At first you will probably find it difficult to speak and play at the same time. You will fight it. You won’t want to do it. But hang in there. If you find it really difficult to talk and play, begin by playing the open first string as quarter notes and counting 1 & 2 & 3 & 4 &:

Example #2:




Progress step by step to more difficult exercises:

Example #3:




Soon you will be comfortable talking and playing at the same time.
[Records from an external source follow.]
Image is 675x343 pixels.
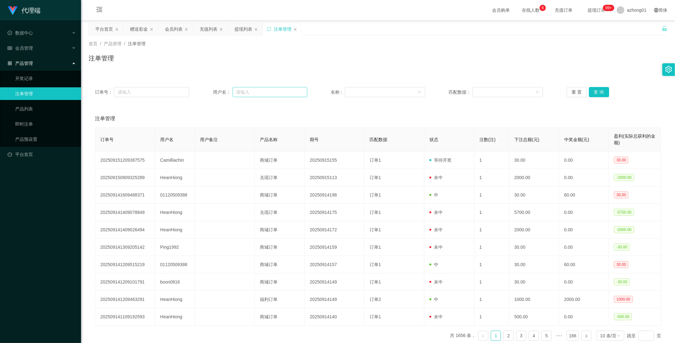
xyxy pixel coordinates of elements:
[449,89,472,96] span: 匹配数据：
[15,133,76,146] a: 产品预设置
[478,331,488,341] li: 上一页
[614,134,655,145] span: 盈利(实际总获利的金额)
[255,221,305,239] td: 商城订单
[617,334,621,338] i: 图标: down
[559,239,609,256] td: 0.00
[155,239,195,256] td: Ping1992
[559,186,609,204] td: 60.00
[429,245,443,250] span: 未中
[267,27,271,31] i: 图标: sync
[600,331,616,340] div: 10 条/页
[150,28,153,31] i: 图标: close
[95,221,155,239] td: 202509141409026494
[155,152,195,169] td: Camilliachin
[474,273,509,291] td: 1
[429,262,438,267] span: 中
[95,273,155,291] td: 202509141209101791
[8,8,41,13] a: 代理端
[305,239,365,256] td: 20250914159
[255,239,305,256] td: 商城订单
[370,262,381,267] span: 订单1
[554,331,564,341] li: 向后 5 页
[474,308,509,326] td: 1
[219,28,223,31] i: 图标: close
[450,331,476,341] li: 共 1656 条，
[255,152,305,169] td: 商城订单
[260,137,278,142] span: 产品名称
[200,137,218,142] span: 用户备注
[509,273,559,291] td: 30.00
[22,0,41,21] h1: 代理端
[255,186,305,204] td: 商城订单
[509,256,559,273] td: 30.00
[567,87,587,97] button: 重 置
[509,186,559,204] td: 30.00
[89,53,114,63] h1: 注单管理
[474,186,509,204] td: 1
[509,308,559,326] td: 500.00
[474,256,509,273] td: 1
[474,221,509,239] td: 1
[529,331,539,340] a: 4
[614,226,634,233] span: -2000.00
[665,66,672,73] i: 图标: setting
[516,331,526,341] li: 3
[370,158,381,163] span: 订单1
[89,0,110,21] i: 图标: menu-fold
[165,23,183,35] div: 会员列表
[554,331,564,341] span: •••
[614,261,628,268] span: 30.00
[8,46,12,50] i: 图标: table
[95,256,155,273] td: 202509141209515219
[474,239,509,256] td: 1
[504,331,513,340] a: 2
[310,137,319,142] span: 期号
[614,157,628,164] span: 30.00
[95,115,115,122] span: 注单管理
[559,169,609,186] td: 0.00
[429,192,438,197] span: 中
[95,239,155,256] td: 202509141309205142
[160,137,173,142] span: 用户名
[614,244,630,251] span: -30.00
[8,6,18,15] img: logo.9652507e.png
[516,331,526,340] a: 3
[8,61,12,66] i: 图标: appstore-o
[128,41,146,46] span: 注单管理
[559,291,609,308] td: 2000.00
[155,273,195,291] td: boon0816
[429,297,438,302] span: 中
[155,308,195,326] td: HeanHiong
[567,331,578,340] a: 166
[114,87,189,97] input: 请输入
[474,169,509,186] td: 1
[274,23,291,35] div: 注单管理
[567,331,578,341] li: 166
[542,5,544,11] p: 6
[614,191,628,198] span: 30.00
[15,103,76,115] a: 产品列表
[541,331,552,341] li: 5
[155,256,195,273] td: 01120509388
[654,8,659,12] i: 图标: global
[15,87,76,100] a: 注单管理
[200,23,217,35] div: 充值列表
[130,23,148,35] div: 赠送彩金
[429,137,438,142] span: 状态
[509,169,559,186] td: 2000.00
[305,273,365,291] td: 20250914149
[614,278,630,285] span: -30.00
[8,30,33,35] span: 数据中心
[15,72,76,85] a: 开奖记录
[509,239,559,256] td: 30.00
[305,308,365,326] td: 20250914140
[481,334,485,338] i: 图标: left
[370,279,381,284] span: 订单1
[429,158,452,163] span: 等待开奖
[509,221,559,239] td: 2000.00
[95,308,155,326] td: 202509141109192593
[503,331,514,341] li: 2
[8,148,76,161] a: 图标: dashboard平台首页
[370,210,381,215] span: 订单1
[559,204,609,221] td: 0.00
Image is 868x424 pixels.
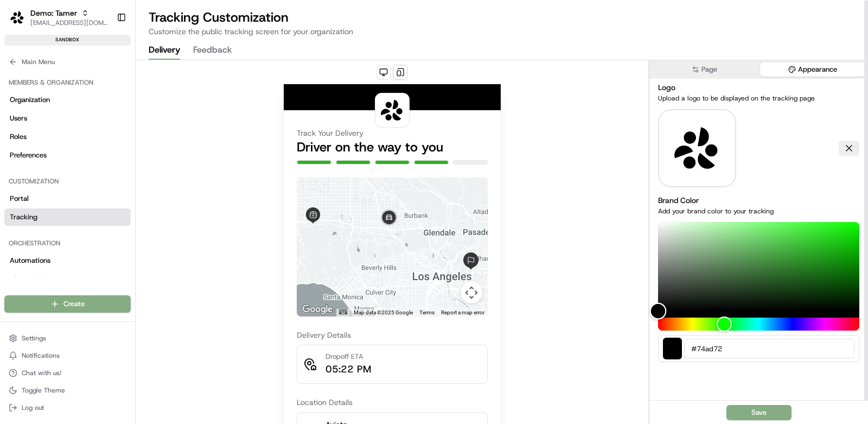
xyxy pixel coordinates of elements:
span: Main Menu [22,57,55,66]
span: API Documentation [103,157,174,168]
a: Automations [5,252,131,269]
a: Tracking [5,209,131,226]
span: Knowledge Base [22,157,83,168]
button: Notifications [5,348,131,363]
button: Appearance [760,63,867,76]
span: Notifications [22,351,60,360]
span: Preferences [10,150,47,160]
label: Brand Color [658,196,699,205]
a: Users [5,110,131,127]
div: Customization [5,172,131,190]
div: We're available if you need us! [37,114,138,122]
img: Demo: Tamer [9,9,26,26]
button: Demo: TamerDemo: Tamer[EMAIL_ADDRESS][DOMAIN_NAME] [5,5,113,30]
button: Map camera controls [461,282,482,304]
img: Google [299,302,335,317]
a: Portal [5,190,131,207]
img: 1736555255976-a54dd68f-1ca7-489b-9aae-adbdc363a1c4 [11,103,30,122]
a: Powered byPylon [76,183,132,192]
button: Settings [5,331,131,346]
p: Dropoff ETA [326,352,371,361]
a: 💻API Documentation [88,153,178,172]
span: Map data ©2025 Google [353,309,413,315]
span: Log out [22,404,44,412]
span: Chat with us! [22,369,61,377]
button: Feedback [193,41,232,60]
span: Toggle Theme [22,386,65,394]
a: Organization [5,91,131,109]
h3: Delivery Details [297,329,488,340]
h3: Track Your Delivery [297,128,488,138]
div: Orchestration [5,234,131,252]
button: Demo: Tamer [30,8,77,18]
img: logo-public_tracking_screen-Demo%253A%2520Tamer-1755561626801.png [378,95,407,125]
a: Open this area in Google Maps (opens a new window) [299,302,335,317]
img: Nash [11,11,32,32]
span: Dispatch Strategy [10,274,69,284]
a: 📗Knowledge Base [7,153,88,172]
button: Create [5,295,131,313]
span: Tracking [10,212,38,222]
h2: Driver on the way to you [297,138,488,156]
a: Roles [5,128,131,146]
label: Logo [658,82,675,92]
a: Dispatch Strategy [5,271,131,288]
button: Main Menu [5,54,131,70]
input: Clear [28,70,179,81]
span: Roles [10,132,26,142]
button: Chat with us! [5,365,131,381]
div: Color [658,222,859,311]
button: Save [727,405,792,420]
button: Page [651,63,758,76]
span: Users [10,113,27,123]
a: Preferences [5,147,131,164]
div: Start new chat [37,103,178,114]
p: Customize the public tracking screen for your organization [149,26,855,37]
p: 05:22 PM [326,361,371,377]
div: 📗 [11,158,20,167]
div: Hue [658,317,859,331]
h3: Location Details [297,397,488,408]
a: Terms [419,309,434,315]
button: Toggle Theme [5,383,131,398]
p: Upload a logo to be displayed on the tracking page [658,94,859,103]
div: 💻 [91,158,101,167]
a: Report a map error [441,309,484,315]
h2: Tracking Customization [149,9,855,26]
span: Automations [10,255,51,265]
button: Keyboard shortcuts [339,309,347,314]
button: Log out [5,400,131,415]
p: Add your brand color to your tracking [658,207,859,215]
span: Portal [10,194,29,203]
span: Settings [22,334,46,342]
button: Start new chat [184,107,197,119]
span: Organization [10,95,50,105]
span: Pylon [108,184,132,192]
img: logo-public_tracking_screen-Demo%253A%2520Tamer-1755561626801.png [668,109,727,187]
div: sandbox [5,35,131,45]
p: Welcome 👋 [11,43,197,61]
button: Delivery [149,41,180,60]
span: Create [63,299,85,309]
button: [EMAIL_ADDRESS][DOMAIN_NAME] [30,18,108,27]
div: Members & Organization [5,74,131,91]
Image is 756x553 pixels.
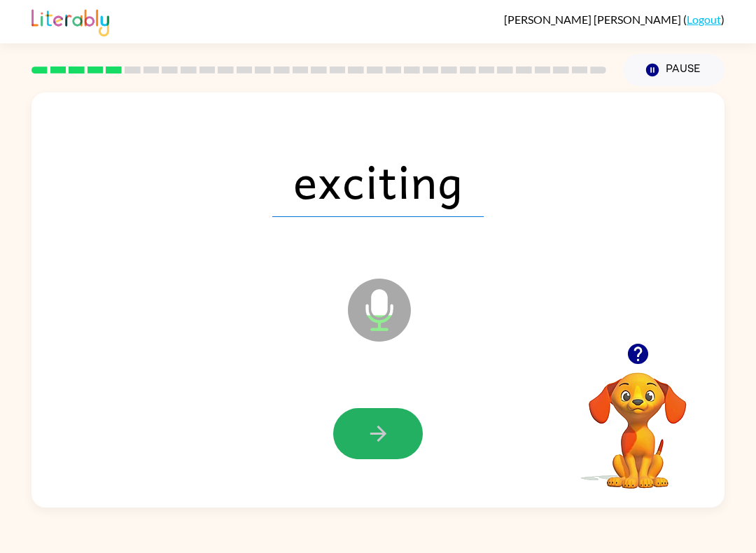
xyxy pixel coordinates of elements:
[272,144,484,217] span: exciting
[505,13,724,26] div: ( )
[568,351,708,491] video: Your browser must support playing .mp4 files to use Literably. Please try using another browser.
[623,54,724,87] button: Pause
[32,6,109,36] img: Literably
[687,13,721,26] a: Logout
[505,13,683,26] span: [PERSON_NAME] [PERSON_NAME]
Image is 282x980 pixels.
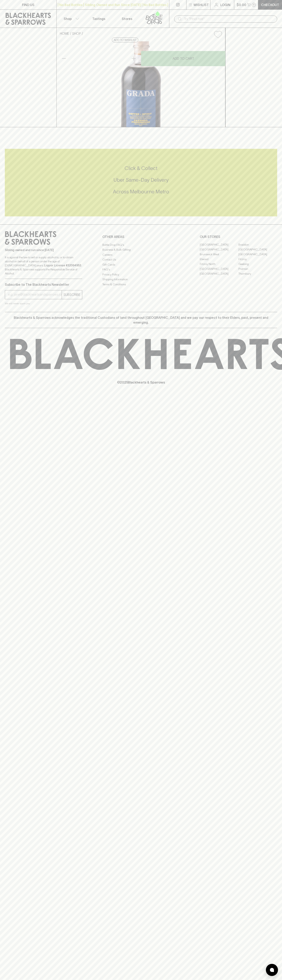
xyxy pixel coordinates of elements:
[103,257,180,262] a: Contact Us
[113,9,141,28] a: Stores
[5,165,278,172] h5: Click & Collect
[122,16,132,21] p: Stores
[270,967,274,972] img: bubble-icon
[64,16,72,21] p: Shop
[239,267,278,271] a: Prahran
[200,247,239,252] a: [GEOGRAPHIC_DATA]
[8,291,62,298] input: e.g. jane@blackheartsandsparrows.com.au
[103,272,180,277] a: Privacy Policy
[5,188,278,195] h5: Across Melbourne Metro
[200,252,239,257] a: Brunswick West
[200,267,239,271] a: [GEOGRAPHIC_DATA]
[5,301,82,306] p: We will never spam you
[8,315,274,325] p: Blackhearts & Sparrows acknowledges the traditional Custodians of land throughout [GEOGRAPHIC_DAT...
[220,3,230,8] p: Login
[57,9,85,28] button: Shop
[103,242,180,247] a: Bottle Drop FAQ's
[200,262,239,267] a: Fitzroy North
[200,234,278,239] p: OUR STORES
[200,257,239,262] a: Elwood
[103,277,180,282] a: Shipping Information
[239,271,278,276] a: Thornbury
[5,248,82,252] p: Sibling owned and run since [DATE]
[57,42,225,127] img: 32696.png
[112,38,138,42] button: Add to wishlist
[64,292,81,297] p: SUBSCRIBE
[5,282,82,287] p: Subscribe to The Blackhearts Newsletter
[141,51,225,66] button: ADD TO CART
[239,257,278,262] a: Fitzroy
[103,282,180,287] a: Terms & Conditions
[22,3,35,8] p: FIND US
[213,30,223,40] button: Add to wishlist
[239,242,278,247] a: Braddon
[103,234,180,239] p: OTHER AREAS
[184,16,274,22] input: Try "Pinot noir"
[253,4,255,6] p: 0
[62,291,82,299] button: SUBSCRIBE
[239,252,278,257] a: [GEOGRAPHIC_DATA]
[5,149,278,216] div: Call to action block
[5,255,82,276] p: It is against the law to sell or supply alcohol to, or to obtain alcohol on behalf of a person un...
[60,31,69,35] a: HOME
[103,247,180,252] a: Business & Bulk Gifting
[5,177,278,183] h5: Uber Same-Day Delivery
[200,271,239,276] a: [GEOGRAPHIC_DATA]
[72,31,81,35] a: SHOP
[239,262,278,267] a: Geelong
[194,3,209,8] p: Wishlist
[239,247,278,252] a: [GEOGRAPHIC_DATA]
[172,56,195,61] p: ADD TO CART
[44,264,81,267] strong: Liquor License #32064953
[237,3,247,8] p: $0.00
[103,252,180,257] a: Careers
[261,3,279,8] p: Checkout
[85,9,113,28] a: Tastings
[93,16,105,21] p: Tastings
[200,242,239,247] a: [GEOGRAPHIC_DATA]
[103,262,180,267] a: Gift Cards
[103,267,180,272] a: FAQ's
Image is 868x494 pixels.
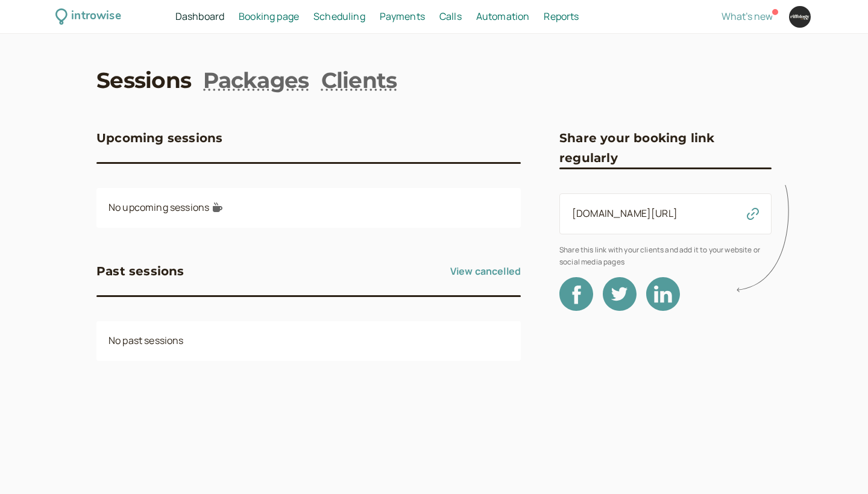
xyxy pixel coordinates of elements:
[807,436,868,494] iframe: Chat Widget
[450,261,521,281] a: View cancelled
[543,10,579,23] span: Reports
[175,10,224,23] span: Dashboard
[559,128,771,167] h3: Share your booking link regularly
[97,321,521,361] div: No past sessions
[543,9,579,24] a: Reports
[239,10,299,23] span: Booking page
[203,65,308,95] a: Packages
[787,5,812,30] a: Account
[380,10,425,23] span: Payments
[314,10,365,23] span: Scheduling
[314,9,365,24] a: Scheduling
[97,128,222,147] h3: Upcoming sessions
[439,9,461,24] a: Calls
[380,9,425,24] a: Payments
[97,261,184,281] h3: Past sessions
[55,7,121,26] a: introwise
[175,9,224,24] a: Dashboard
[722,10,772,23] span: What's new
[476,10,530,23] span: Automation
[321,65,397,95] a: Clients
[439,10,461,23] span: Calls
[97,65,191,95] a: Sessions
[476,9,530,24] a: Automation
[559,244,771,268] span: Share this link with your clients and add it to your website or social media pages
[239,9,299,24] a: Booking page
[97,188,521,228] div: No upcoming sessions
[722,11,772,22] button: What's new
[71,7,120,26] div: introwise
[571,207,677,220] a: [DOMAIN_NAME][URL]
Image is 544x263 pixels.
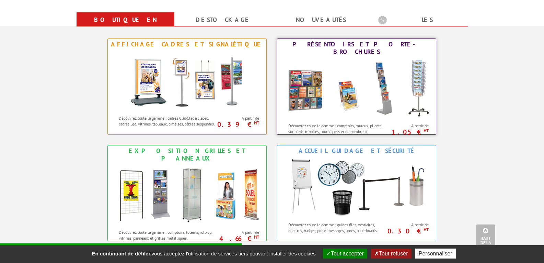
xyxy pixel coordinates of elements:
p: Découvrez toute la gamme : comptoirs, muraux, pliants, sur pieds, mobiles, tourniquets et de nomb... [288,123,386,140]
b: Les promotions [378,14,464,27]
span: A partir de [388,123,429,128]
a: Affichage Cadres et Signalétique Affichage Cadres et Signalétique Découvrez toute la gamme : cadr... [107,38,267,135]
span: A partir de [219,229,260,235]
sup: HT [424,127,429,133]
img: Accueil Guidage et Sécurité [281,156,432,218]
a: Haut de la page [476,224,495,252]
div: Présentoirs et Porte-brochures [279,41,434,56]
p: Découvrez toute la gamme : cadres Clic-Clac à clapet, cadres Led, vitrines, tableaux, cimaises, c... [119,115,217,127]
sup: HT [254,120,259,126]
img: Affichage Cadres et Signalétique [124,50,251,112]
div: Exposition Grilles et Panneaux [110,147,265,162]
img: Présentoirs et Porte-brochures [281,57,432,119]
p: Découvrez toute la gamme : guides files, vestiaires, pupitres, badges, porte-messages, urnes, pap... [288,221,386,233]
p: Découvrez toute la gamme : comptoirs, totems, roll-up, vitrines, panneaux et grilles métalliques. [119,229,217,241]
a: Les promotions [378,14,460,38]
img: Exposition Grilles et Panneaux [112,164,263,226]
a: Présentoirs et Porte-brochures Présentoirs et Porte-brochures Découvrez toute la gamme : comptoir... [277,38,436,135]
button: Personnaliser (fenêtre modale) [415,248,456,258]
div: Accueil Guidage et Sécurité [279,147,434,154]
div: Affichage Cadres et Signalétique [110,41,265,48]
sup: HT [254,234,259,240]
span: A partir de [388,222,429,227]
p: 1.05 € [385,130,429,134]
p: 4.66 € [215,236,260,240]
sup: HT [424,226,429,232]
a: Accueil Guidage et Sécurité Accueil Guidage et Sécurité Découvrez toute la gamme : guides files, ... [277,145,436,241]
button: Tout accepter [323,248,367,258]
a: Boutique en ligne [85,14,166,38]
span: vous acceptez l'utilisation de services tiers pouvant installer des cookies [88,250,319,256]
span: A partir de [219,115,260,121]
a: Exposition Grilles et Panneaux Exposition Grilles et Panneaux Découvrez toute la gamme : comptoir... [107,145,267,241]
p: 0.30 € [385,229,429,233]
p: 0.39 € [215,122,260,126]
a: Destockage [183,14,264,26]
a: nouveautés [280,14,362,26]
strong: En continuant de défiler, [92,250,151,256]
button: Tout refuser [371,248,411,258]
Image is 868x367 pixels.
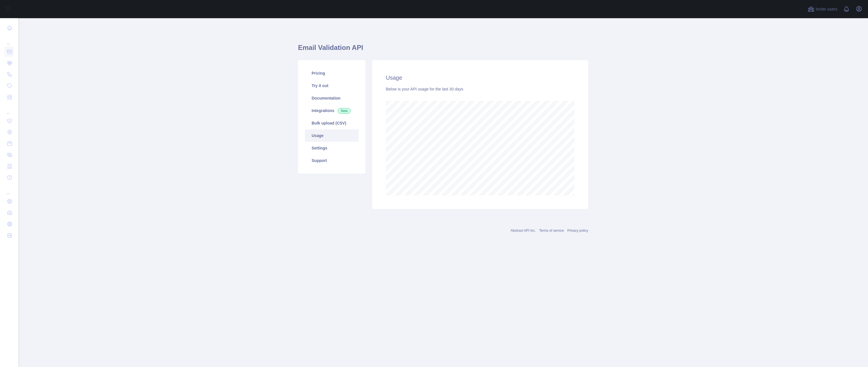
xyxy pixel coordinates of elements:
a: Terms of service [539,228,564,232]
span: New [338,108,351,113]
a: Try it out [305,79,359,92]
a: Settings [305,142,359,154]
a: Documentation [305,92,359,104]
div: ... [4,103,14,115]
h2: Usage [386,74,574,82]
a: Integrations New [305,104,359,117]
button: Invite users [807,4,838,14]
a: Privacy policy [568,228,588,232]
div: Below is your API usage for the last 30 days [386,86,574,92]
a: Pricing [305,67,359,79]
h1: Email Validation API [298,43,588,56]
a: Abstract API Inc. [511,228,536,232]
div: ... [4,34,14,45]
span: Invite users [815,6,837,12]
a: Usage [305,129,359,142]
a: Support [305,154,359,167]
div: ... [4,184,14,195]
a: Bulk upload (CSV) [305,117,359,129]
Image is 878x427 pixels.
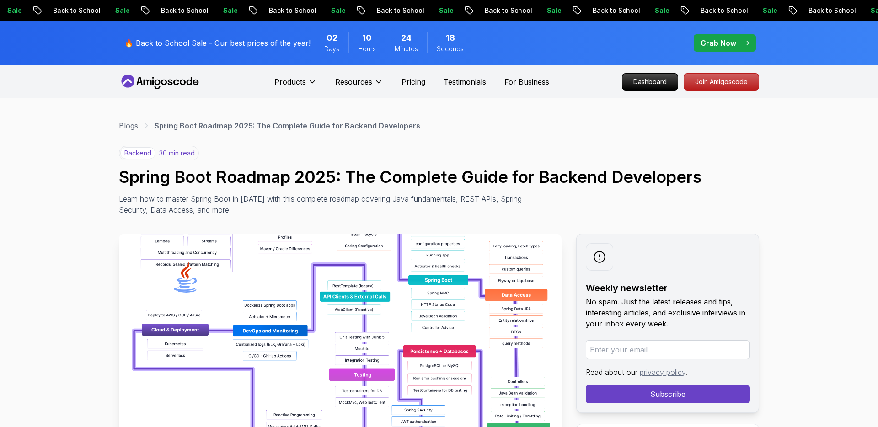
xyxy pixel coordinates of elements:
p: Back to School [801,6,863,15]
p: Sale [647,6,676,15]
h2: Weekly newsletter [586,282,750,295]
p: Products [274,76,306,87]
p: Resources [335,76,372,87]
p: Sale [431,6,460,15]
button: Products [274,76,317,95]
p: Dashboard [623,74,678,90]
p: Back to School [369,6,431,15]
span: Minutes [395,44,418,54]
p: Grab Now [701,38,737,48]
p: Sale [215,6,244,15]
p: Sale [755,6,784,15]
p: Spring Boot Roadmap 2025: The Complete Guide for Backend Developers [155,120,420,131]
p: 🔥 Back to School Sale - Our best prices of the year! [124,38,311,48]
p: Back to School [585,6,647,15]
p: Read about our . [586,367,750,378]
h1: Spring Boot Roadmap 2025: The Complete Guide for Backend Developers [119,168,759,186]
p: No spam. Just the latest releases and tips, interesting articles, and exclusive interviews in you... [586,296,750,329]
a: Dashboard [622,73,678,91]
a: privacy policy [640,368,686,377]
p: Sale [323,6,352,15]
button: Subscribe [586,385,750,403]
button: Resources [335,76,383,95]
input: Enter your email [586,340,750,360]
p: Join Amigoscode [684,74,759,90]
p: Back to School [477,6,539,15]
a: Testimonials [444,76,486,87]
p: Back to School [45,6,107,15]
p: Sale [539,6,568,15]
p: backend [120,147,156,159]
span: Hours [358,44,376,54]
a: Pricing [402,76,425,87]
p: Sale [107,6,136,15]
span: 24 Minutes [401,32,412,44]
p: Learn how to master Spring Boot in [DATE] with this complete roadmap covering Java fundamentals, ... [119,194,529,215]
a: Blogs [119,120,138,131]
p: Back to School [693,6,755,15]
p: Back to School [153,6,215,15]
span: Days [324,44,339,54]
span: 10 Hours [362,32,372,44]
p: 30 min read [159,149,195,158]
span: 18 Seconds [446,32,455,44]
span: 2 Days [327,32,338,44]
a: Join Amigoscode [684,73,759,91]
p: Back to School [261,6,323,15]
a: For Business [505,76,549,87]
span: Seconds [437,44,464,54]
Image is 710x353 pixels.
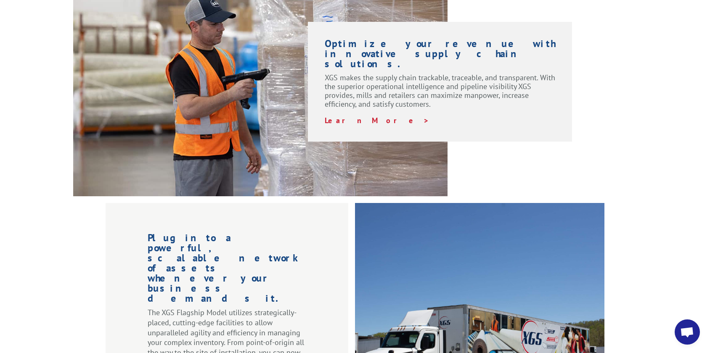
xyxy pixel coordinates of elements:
[325,116,429,125] a: Learn More >
[675,320,700,345] a: Open chat
[325,73,556,116] p: XGS makes the supply chain trackable, traceable, and transparent. With the superior operational i...
[148,233,306,308] h1: Plug into a powerful, scalable network of assets whenever your business demands it.
[325,39,556,73] h1: Optimize your revenue with innovative supply chain solutions.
Pieces with mixed rhythms are often tremendously improved by counting out loud. Try playing and counting out loud on Fernando Sor’s Allegretto moderato, Op. 44, No. 4:

Example #4




Many students play the rhythms of Prelude No. 4 by Heitor Villa-Lobos incorrectly. Counting out loud will fix it:

Example #5:




The Metronome is Your Friend

Students with a very weak sense of rhythm may need to count out loud AND use a metronome. Begin by learning to count out loud with the metronome ticks without playing the guitar. Try different speeds and be sure to count the “&” syllable whenever possible. At slow speeds also learn to count “1 e & a 2 e & a…” Then try some of the easy exercises I outlined above, counting out loud with the metronome. Even the intermediate and advanced student will benefit from counting out loud with the metronome to learn difficult passages.

Summary

  1. Nothing will improve your playing more than developing a sound rhythmic foundation

  2. The best players have a good sense of rhythm

  3. You can build a solid rhythmic foundation by counting out loud

  4. Counting out loud is far more effective than counting silently or using a metronome

  5. Counting out loud teaches the fingers and muscles precisely when to “fire” or make their movements and keeps them synchronized

  6. When fingers know the precise moment they are to move, they perform with greater precision

  7. Any point where your counting falters is the spot where you or your fingers are uncertain of the rhythm

  8. Counting out loud can be a difficult skill to learn

  9. With patience the skill can be learned

  10. For the beginning AND advanced student it will oftentimes be necessary to count out loud AND use a metronome
Download the PDF

The PDF Version

We have a PDF version of this article so you can save the entire article to your computer.